The EU organised a crisis meeting of its energy ministers on Monday in response to the gas cut off. While the immediate impact of the gas crisis appears to have been contained, the inability of Europe to organise a common strategic response to its energy needs has been exposed. 

 

Writing in the Guardian, January 8, Timothy Garton Ash bemoaned the ineffectiveness of the European elite to respond effectively to such a challenge: “If we had done what the experts have been urging since the last Russian pipeline throttling and had begun to create a single European market in natural gas—if 27 EU member states consistently acted as one in the positions they take with both Russia and Ukraine—then we would never have descended into this sorry mess.”

 

But the chances of the EU acting “as one” are zero, as each member state scrabbles to secure the interests of its own bourgeoisie. Most countries in the EU are involved in separate energy deals with Russia that stymie an EU-wide policy and often pose potential strategic threats to the energy security of their fellow member states.

 

Germany has highly lucrative tie-ins with Russian energy firms, including Gazprom. Former German Chancellor Gerhard Schröder sits on the board of Nord Stream, a joint venture between Gazprom and German companies to build a pipeline under the Baltic Sea. When completed, the route will transport gas directly from Russia to Germany. This will circumvent the Baltic countries and Poland—all

 EU members—and deprive them of valuable transit fees.
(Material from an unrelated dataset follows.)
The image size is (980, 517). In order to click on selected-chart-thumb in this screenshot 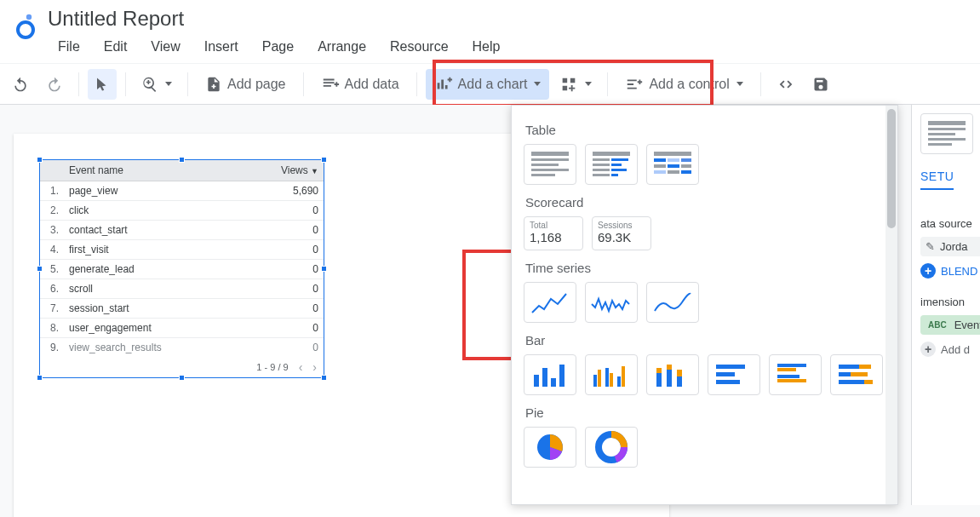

By giving Russia direct access to Germany, its single biggest market, Nord Stream could allow Moscow to shut-off gas supplies to Eastern Europe without disrupting its main trade to the west.

 

Schröder has voiced support for Moscow’s position in the dispute. Speaking to the German financial newspaper Handelsblatt, the former Social Democratic Party leader said it was legitimate that Russia should demand an increase in the price of gas from Ukraine, since “the price Russia is offering is below the world market price.” Responding to criticism of his role in backing Gazprom, Schröder merely stated that “Customers in Europe should not be among those suffering from this dispute.”

 

The former chancellor proposed that an international consortium of private companies should take over the transit pipelines in Ukraine from its state-owned company, Naftogaz. “That would also secure the necessary investments needed for Ukraine’s dilapidated network and pump stations,” Schröder claimed.

 

The United States and the EU have sponsored alternative routes for gas originating in Central Asia to make it to the European market, such as the Baku-Tbilisi-Ceyhan pipeline from Azerbaijan to Turkey via Georgia and the Nabucco pipeline from Turkey to Austria via the Balkan Peninsula. Both these routes would bypass the network of pipes across Russia and Eastern Europe run by Gazprom, and represent serious threats to the Kremlin’s wealth and power. 

 

In response, Gazprom and the Kremlin are preparing the South Stream pipelines as alternative routes to the US-backed network from the Caspian to Europe through Turkey—including the existing network in Ukraine, a country that Moscow sees as too close to Washington following the “Orange Revolution” in 2004. The South Stream project is backed by EU members Italy, Austria and Greece.